What the error looks like
You visit your domain and instead of your site you get the stock page:
Welcome to nginx!
If you see this page, the nginx web server is successfully installed and
working. Further configuration is required.
Why it happens
Nginx is running, but it is not using your site config. It falls back to the default one. The usual causes:
-
The default server block is still enabled. On Debian and Ubuntu it lives at
/etc/nginx/sites-enabled/defaultand serves that welcome page. -
Your site config is not symlinked into
sites-enabled. You wrote it insites-availablebut never enabled it. See includes and sites. -
server_namedoes not match. Your block exists but itsserver_namedoes not match the domain you typed, so the default block answers instead. See listen and server_name. - You forgot to reload. The config is right on disk but nginx is still running the old one.
How to fix it
- Remove the default site's symlink so it stops answering:
sudo rm /etc/nginx/sites-enabled/default
- Enable your own site by symlinking it from
sites-availableintosites-enabled:
sudo ln -s /etc/nginx/sites-available/example.com /etc/nginx/sites-enabled/
- Check that your
server_namematches the domain you are visiting:
server {
listen 80;
server_name example.com www.example.com;
root /var/www/example.com/public;
}
- Test the config and reload. A reload is required for any change to take effect:
sudo nginx -t && sudo systemctl reload nginx
Common mistake
Editing the config but never reloading. Nginx keeps running the previously loaded config until you reload it. Every fix in this lesson ends with sudo systemctl reload nginx for that reason.
A trap worth knowing: sites-available and sites-enabled are a Debian and Ubuntu convention, not nginx itself. If you installed from the official nginx.org repo, nginx.conf usually includes conf.d/*.conf instead, and there is no sites-enabled in the include path at all. You can symlink sites forever and nothing changes, because nginx never reads that directory. Run nginx -T to see which files are actually loaded.
The default_server catch
If two blocks listen on port 80 and neither is marked default_server, or the default one is, nginx uses the first matching or the default block for a request whose Host does not match any server_name. Making sure your server_name matches, and removing the default site, sends the request to the right place.
FAQ
I deleted the default file but still see the welcome page. Why?
You probably deleted it from sites-available, not sites-enabled. The active one is the symlink in sites-enabled. Remove that, then reload nginx.
Do I edit sites-available or sites-enabled?
Edit the real file in sites-available. sites-enabled holds only symlinks that point back to it. Enabling a site means creating the symlink, disabling it means removing the symlink.
My domain works but a subdomain shows the welcome page. Why?
The subdomain does not match any server_name, so it falls to the default block. Add the subdomain to a server_name, or point it at the right server block, then reload.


▸ **Assignment**:
Nothing but the pictures should go missing; return all the entries below exactly.
[[ Dataset records open ]]
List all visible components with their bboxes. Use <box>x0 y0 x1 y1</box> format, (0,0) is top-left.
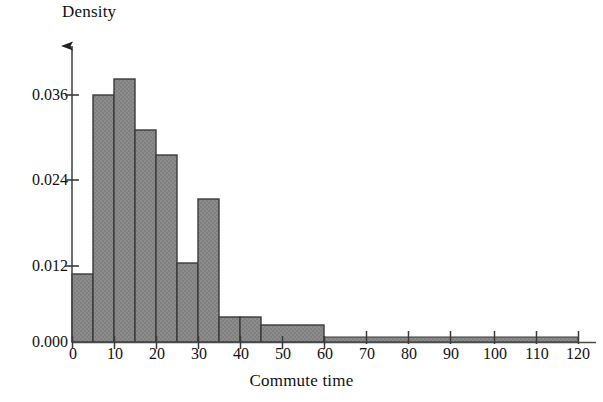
bar-0-5 <box>72 274 93 342</box>
bar-20-25 <box>156 155 177 342</box>
bar-30-35 <box>198 199 219 342</box>
bar-25-30 <box>177 263 198 342</box>
bar-10-15 <box>114 79 135 342</box>
histogram-bars <box>72 79 578 342</box>
bar-45-60 <box>261 325 324 342</box>
bar-35-40 <box>219 317 240 342</box>
bar-15-20 <box>135 130 156 342</box>
bar-5-10 <box>93 95 114 342</box>
histogram-figure: Density Commute time 0.000 0.012 0.024 0… <box>0 0 603 402</box>
bar-40-45 <box>240 317 261 342</box>
plot-area <box>0 0 603 402</box>
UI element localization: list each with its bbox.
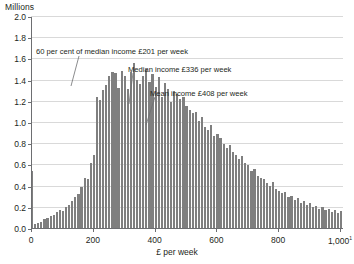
histogram-bar	[232, 152, 234, 229]
histogram-bar	[309, 203, 311, 230]
y-tick-label: 0.6	[2, 160, 26, 170]
x-tick-label: 400	[135, 235, 175, 245]
histogram-bar	[59, 210, 61, 229]
histogram-bar	[189, 110, 191, 229]
x-axis-title: £ per week	[0, 247, 354, 257]
histogram-bar	[334, 210, 336, 229]
histogram-bar	[306, 205, 308, 229]
histogram-bar	[297, 198, 299, 229]
y-tick-mark	[28, 144, 31, 145]
histogram-bar	[287, 197, 289, 229]
histogram-bar	[223, 144, 225, 229]
histogram-bar	[294, 200, 296, 229]
histogram-bar	[290, 196, 292, 229]
x-tick-label: 200	[73, 235, 113, 245]
y-tick-mark	[28, 165, 31, 166]
histogram-bar	[284, 192, 286, 229]
histogram-bar	[84, 178, 86, 229]
histogram-bar	[250, 171, 252, 229]
histogram-bar	[278, 191, 280, 229]
histogram-bar	[216, 134, 218, 229]
histogram-bar	[99, 100, 101, 229]
histogram-bar	[133, 63, 135, 229]
x-tick-mark	[340, 229, 341, 232]
histogram-bar	[260, 178, 262, 229]
histogram-bar	[207, 130, 209, 229]
histogram-bar	[185, 106, 187, 229]
histogram-bar	[266, 183, 268, 229]
histogram-bar	[179, 99, 181, 229]
histogram-bar	[145, 69, 147, 229]
histogram-bar	[340, 211, 342, 229]
histogram-bar	[142, 76, 144, 229]
histogram-bar	[53, 215, 55, 229]
x-tick-label: 800	[258, 235, 298, 245]
histogram-bar	[321, 207, 323, 229]
y-tick-label: 1.6	[2, 54, 26, 64]
histogram-bar	[312, 207, 314, 229]
histogram-bar	[315, 206, 317, 229]
histogram-bar	[176, 94, 178, 229]
histogram-bar	[226, 148, 228, 229]
histogram-bar	[90, 163, 92, 229]
y-tick-mark	[28, 208, 31, 209]
histogram-bar	[219, 138, 221, 229]
x-tick-mark	[278, 229, 279, 232]
histogram-bar	[93, 155, 95, 229]
histogram-bar	[87, 179, 89, 229]
histogram-bar	[111, 72, 113, 229]
histogram-bar	[195, 112, 197, 229]
histogram-bar	[182, 97, 184, 230]
histogram-bar	[201, 117, 203, 229]
y-tick-mark	[28, 38, 31, 39]
income-distribution-chart: Millions 0.00.20.40.60.81.01.21.41.61.82…	[0, 0, 354, 264]
histogram-bar	[324, 210, 326, 229]
y-tick-mark	[28, 187, 31, 188]
x-tick-label: 0	[11, 235, 51, 245]
histogram-bar	[337, 213, 339, 229]
histogram-bar	[328, 209, 330, 229]
histogram-bar	[204, 127, 206, 229]
histogram-bar	[102, 90, 104, 229]
histogram-bar	[275, 189, 277, 229]
annotation-label-low-income-threshold: 60 per cent of median income £201 per we…	[36, 48, 188, 56]
histogram-bar	[65, 207, 67, 229]
y-tick-label: 0.8	[2, 139, 26, 149]
annotation-label-mean-income: Mean income £408 per week	[150, 90, 248, 98]
y-tick-mark	[28, 17, 31, 18]
histogram-bar	[130, 72, 132, 229]
histogram-bar	[300, 203, 302, 230]
y-tick-mark	[28, 59, 31, 60]
y-tick-label: 0.2	[2, 203, 26, 213]
histogram-bar	[318, 209, 320, 229]
histogram-bar	[121, 71, 123, 229]
histogram-bar	[96, 97, 98, 230]
y-axis-line	[31, 17, 32, 229]
histogram-bar	[235, 155, 237, 229]
x-tick-mark	[216, 229, 217, 232]
y-tick-label: 1.0	[2, 118, 26, 128]
y-tick-mark	[28, 229, 31, 230]
histogram-bar	[77, 194, 79, 229]
x-tick-mark	[155, 229, 156, 232]
histogram-bar	[136, 80, 138, 229]
histogram-bar	[167, 89, 169, 229]
histogram-bar	[148, 82, 150, 229]
x-tick-label: 1,0001	[320, 235, 354, 246]
histogram-bar	[269, 186, 271, 229]
histogram-bar	[272, 182, 274, 229]
histogram-bar	[117, 88, 119, 229]
histogram-bar	[164, 83, 166, 229]
histogram-bar	[331, 212, 333, 229]
x-tick-footnote-marker: 1	[349, 235, 352, 241]
histogram-bar	[238, 159, 240, 229]
histogram-bar	[173, 91, 175, 229]
histogram-bar	[127, 89, 129, 229]
y-tick-label: 1.2	[2, 97, 26, 107]
histogram-bar	[192, 113, 194, 229]
histogram-bar	[303, 201, 305, 229]
y-tick-label: 1.4	[2, 76, 26, 86]
histogram-bar	[74, 197, 76, 229]
histogram-bar	[281, 193, 283, 229]
histogram-bar	[108, 76, 110, 229]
[[ Dataset records closed ]]
▸ **Answer**:
List all visible components with their bboxes. Use <box>x0 y0 x1 y1</box> format, (0,0) is top-left.
bar-0-5 <box>72 274 93 342</box>
bar-20-25 <box>156 155 177 342</box>
bar-30-35 <box>198 199 219 342</box>
bar-25-30 <box>177 263 198 342</box>
bar-10-15 <box>114 79 135 342</box>
histogram-bars <box>72 79 578 342</box>
bar-45-60 <box>261 325 324 342</box>
bar-35-40 <box>219 317 240 342</box>
bar-15-20 <box>135 130 156 342</box>
bar-5-10 <box>93 95 114 342</box>
histogram-figure: Density Commute time 0.000 0.012 0.024 0… <box>0 0 603 402</box>
bar-40-45 <box>240 317 261 342</box>
plot-area <box>0 0 603 402</box>
UI element localization: list each with its bbox.
histogram-bar	[232, 152, 234, 229]
histogram-bar	[309, 203, 311, 230]
y-tick-label: 0.6	[2, 160, 26, 170]
x-tick-label: 400	[135, 235, 175, 245]
histogram-bar	[59, 210, 61, 229]
histogram-bar	[189, 110, 191, 229]
x-axis-title: £ per week	[0, 247, 354, 257]
histogram-bar	[334, 210, 336, 229]
histogram-bar	[306, 205, 308, 229]
histogram-bar	[297, 198, 299, 229]
y-tick-mark	[28, 144, 31, 145]
histogram-bar	[287, 197, 289, 229]
histogram-bar	[223, 144, 225, 229]
histogram-bar	[294, 200, 296, 229]
histogram-bar	[290, 196, 292, 229]
x-tick-label: 200	[73, 235, 113, 245]
y-tick-mark	[28, 165, 31, 166]
histogram-bar	[284, 192, 286, 229]
histogram-bar	[84, 178, 86, 229]
histogram-bar	[250, 171, 252, 229]
histogram-bar	[278, 191, 280, 229]
histogram-bar	[216, 134, 218, 229]
histogram-bar	[99, 100, 101, 229]
histogram-bar	[133, 63, 135, 229]
x-tick-mark	[340, 229, 341, 232]
histogram-bar	[260, 178, 262, 229]
histogram-bar	[207, 130, 209, 229]
histogram-bar	[185, 106, 187, 229]
histogram-bar	[266, 183, 268, 229]
histogram-bar	[179, 99, 181, 229]
histogram-bar	[145, 69, 147, 229]
histogram-bar	[340, 211, 342, 229]
histogram-bar	[142, 76, 144, 229]
histogram-bar	[53, 215, 55, 229]
x-tick-label: 800	[258, 235, 298, 245]
histogram-bar	[321, 207, 323, 229]
y-tick-label: 1.6	[2, 54, 26, 64]
histogram-bar	[312, 207, 314, 229]
histogram-bar	[315, 206, 317, 229]
histogram-bar	[176, 94, 178, 229]
histogram-bar	[226, 148, 228, 229]
histogram-bar	[90, 163, 92, 229]
y-tick-mark	[28, 208, 31, 209]
histogram-bar	[219, 138, 221, 229]
x-tick-mark	[278, 229, 279, 232]
histogram-bar	[93, 155, 95, 229]
histogram-bar	[87, 179, 89, 229]
histogram-bar	[111, 72, 113, 229]
histogram-bar	[195, 112, 197, 229]
histogram-bar	[182, 97, 184, 230]
histogram-bar	[201, 117, 203, 229]
y-tick-mark	[28, 38, 31, 39]
income-distribution-chart: Millions 0.00.20.40.60.81.01.21.41.61.82…	[0, 0, 354, 264]
histogram-bar	[324, 210, 326, 229]
y-tick-mark	[28, 187, 31, 188]
x-tick-label: 0	[11, 235, 51, 245]
histogram-bar	[337, 213, 339, 229]
histogram-bar	[328, 209, 330, 229]
histogram-bar	[204, 127, 206, 229]
histogram-bar	[102, 90, 104, 229]
histogram-bar	[275, 189, 277, 229]
annotation-label-low-income-threshold: 60 per cent of median income £201 per we…	[36, 48, 188, 56]
histogram-bar	[65, 207, 67, 229]
y-tick-label: 0.8	[2, 139, 26, 149]
annotation-label-mean-income: Mean income £408 per week	[150, 90, 248, 98]
y-tick-mark	[28, 17, 31, 18]
histogram-bar	[130, 72, 132, 229]
histogram-bar	[300, 203, 302, 230]
y-tick-mark	[28, 59, 31, 60]
y-tick-label: 0.2	[2, 203, 26, 213]
histogram-bar	[318, 209, 320, 229]
histogram-bar	[121, 71, 123, 229]
histogram-bar	[96, 97, 98, 230]
y-axis-line	[31, 17, 32, 229]
histogram-bar	[235, 155, 237, 229]
x-tick-mark	[216, 229, 217, 232]
y-tick-label: 1.0	[2, 118, 26, 128]
y-tick-mark	[28, 229, 31, 230]
histogram-bar	[77, 194, 79, 229]
x-tick-mark	[155, 229, 156, 232]
histogram-bar	[136, 80, 138, 229]
histogram-bar	[167, 89, 169, 229]
histogram-bar	[148, 82, 150, 229]
x-tick-label: 1,0001	[320, 235, 354, 246]
histogram-bar	[269, 186, 271, 229]
histogram-bar	[272, 182, 274, 229]
histogram-bar	[117, 88, 119, 229]
histogram-bar	[164, 83, 166, 229]
histogram-bar	[331, 212, 333, 229]
x-tick-footnote-marker: 1	[349, 235, 352, 241]
histogram-bar	[238, 159, 240, 229]
histogram-bar	[173, 91, 175, 229]
histogram-bar	[127, 89, 129, 229]
y-tick-label: 1.2	[2, 97, 26, 107]
histogram-bar	[192, 113, 194, 229]
histogram-bar	[303, 201, 305, 229]
y-tick-label: 1.4	[2, 76, 26, 86]
histogram-bar	[74, 197, 76, 229]
histogram-bar	[281, 193, 283, 229]
histogram-bar	[108, 76, 110, 229]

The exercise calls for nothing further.